People often talk about volume and how to use it in their trading. I have posted 4 charts. I want to know if the people who say they know how to use volume can tell which of these charts is an actual chart with the correct volume, and which of these charts has the wrong volume on it. In other words, which of these volumes goes with the bars on the chart? This is the NQ if that helps.
I don't use volume in my trading and I trade the Emini futures. Answer: Chart 4 Yet, sometimes when in a conversation with another trader that is dependent upon volume analysis...I'll put volume on my chart so that I can see what he's talking about.
Thank you for the interesting challenge ... Chart 4 is the only one which volume makes sense associated w/ price-action throughout the chart. Chart 1 volume in the 1st downleg is declining on 3 consecutive LL bars. Later in the upward move, Chart 1 has a couple breakouts on declining or low volume, much less likely than the volume surges on those bars in Chart 4. Chart 2 has an unlikely upside breakout on the lowest volume of the prior 2 bars consolidation, and later a pre-breakout relatively narrow bar on huge volume, larger than the next bar which is a tall breakout bar. Chart 3 has declining volume in most of the 1st downleg (I could see that happening in an upleg, but not in a downleg, unless it is the end of a large pullback to the left of the chart), and later has a couple of upside breakout bars on low volume.
Traders that master understanding volume...eventually realize they don't need volume because they can see it in the price chart without any volume sub-graphs.
May as well get some group think going on â lol Chart 4 And in case someone missed it â itâs the same price bar chart all 4 times â with different volume RN
When you do give out the correct "answer", please include... 1) the time frame 2) the date and time segment I think the answer is chart #1.
I'm gonna say 4 also because the huge spikes in volume was in every place you'd expect it to be on that chart.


**ABOUT THIS TASK**
Return each of the entries below precisely, with no pictures in the result.

Stored items from a collection
= = = =

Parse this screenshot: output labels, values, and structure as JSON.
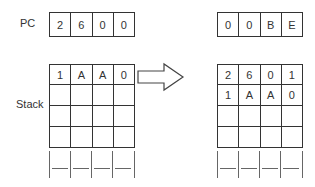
{
  "before": {
    "pc_label": "PC",
    "pc": [
      "2",
      "6",
      "0",
      "0"
    ],
    "stack_label": "Stack",
    "stack": [
      [
        "1",
        "A",
        "A",
        "0"
      ],
      [
        "",
        "",
        "",
        ""
      ],
      [
        "",
        "",
        "",
        ""
      ],
      [
        "",
        "",
        "",
        ""
      ]
    ]
  },
  "after": {
    "pc": [
      "0",
      "0",
      "B",
      "E"
    ],
    "stack": [
      [
        "2",
        "6",
        "0",
        "1"
      ],
      [
        "1",
        "A",
        "A",
        "0"
      ],
      [
        "",
        "",
        "",
        ""
      ],
      [
        "",
        "",
        "",
        ""
      ]
    ]
  },
  "arrow": "transition-arrow-right"
}
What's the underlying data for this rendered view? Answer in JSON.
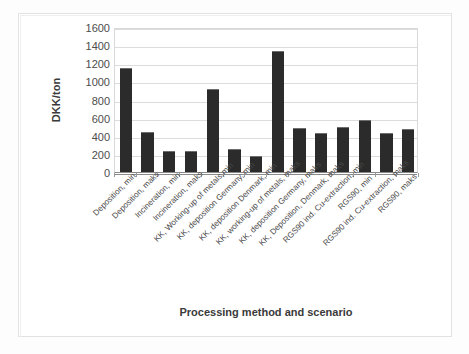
{
  "chart_data": {
    "type": "bar",
    "title": "",
    "xlabel": "Processing method and scenario",
    "ylabel": "DKK/ton",
    "ylim": [
      0,
      1600
    ],
    "ytick_step": 200,
    "yticks": [
      1600,
      1400,
      1200,
      1000,
      800,
      600,
      400,
      200,
      0
    ],
    "grid": true,
    "legend": "none",
    "bar_color": "#2b2b2b",
    "categories": [
      "Deposition, min",
      "Deposition, maks",
      "Incineration, min",
      "Incineration, maks",
      "KK, Working-up of metals,min",
      "KK, deposition Germany, min",
      "KK, deposition Denmark, min",
      "KK, working-up of metals, maks",
      "KK, deposition Germany, maks",
      "KK, Deposition, Denmark, maks",
      "RGS90 ind. Cu-extraction, min",
      "RGS90, min",
      "RGS90 ind. Cu-extraction, maks",
      "RGS90, maks"
    ],
    "values": [
      1150,
      440,
      230,
      230,
      920,
      250,
      180,
      1330,
      490,
      430,
      500,
      570,
      430,
      470
    ]
  },
  "axes": {
    "y_title": "DKK/ton",
    "x_title": "Processing method and scenario"
  }
}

= = = =

**THE COMPLETED TASK**
Parse this screenshot: output labels, values, and structure as JSON.
{
  "before": {
    "pc_label": "PC",
    "pc": [
      "2",
      "6",
      "0",
      "0"
    ],
    "stack_label": "Stack",
    "stack": [
      [
        "1",
        "A",
        "A",
        "0"
      ],
      [
        "",
        "",
        "",
        ""
      ],
      [
        "",
        "",
        "",
        ""
      ],
      [
        "",
        "",
        "",
        ""
      ]
    ]
  },
  "after": {
    "pc": [
      "0",
      "0",
      "B",
      "E"
    ],
    "stack": [
      [
        "2",
        "6",
        "0",
        "1"
      ],
      [
        "1",
        "A",
        "A",
        "0"
      ],
      [
        "",
        "",
        "",
        ""
      ],
      [
        "",
        "",
        "",
        ""
      ]
    ]
  },
  "arrow": "transition-arrow-right"
}
What's the underlying data for this rendered view? Answer in JSON.
{
  "chart_data": {
    "type": "bar",
    "title": "",
    "xlabel": "Processing method and scenario",
    "ylabel": "DKK/ton",
    "ylim": [
      0,
      1600
    ],
    "ytick_step": 200,
    "yticks": [
      1600,
      1400,
      1200,
      1000,
      800,
      600,
      400,
      200,
      0
    ],
    "grid": true,
    "legend": "none",
    "bar_color": "#2b2b2b",
    "categories": [
      "Deposition, min",
      "Deposition, maks",
      "Incineration, min",
      "Incineration, maks",
      "KK, Working-up of metals,min",
      "KK, deposition Germany, min",
      "KK, deposition Denmark, min",
      "KK, working-up of metals, maks",
      "KK, deposition Germany, maks",
      "KK, Deposition, Denmark, maks",
      "RGS90 ind. Cu-extraction, min",
      "RGS90, min",
      "RGS90 ind. Cu-extraction, maks",
      "RGS90, maks"
    ],
    "values": [
      1150,
      440,
      230,
      230,
      920,
      250,
      180,
      1330,
      490,
      430,
      500,
      570,
      430,
      470
    ]
  },
  "axes": {
    "y_title": "DKK/ton",
    "x_title": "Processing method and scenario"
  }
}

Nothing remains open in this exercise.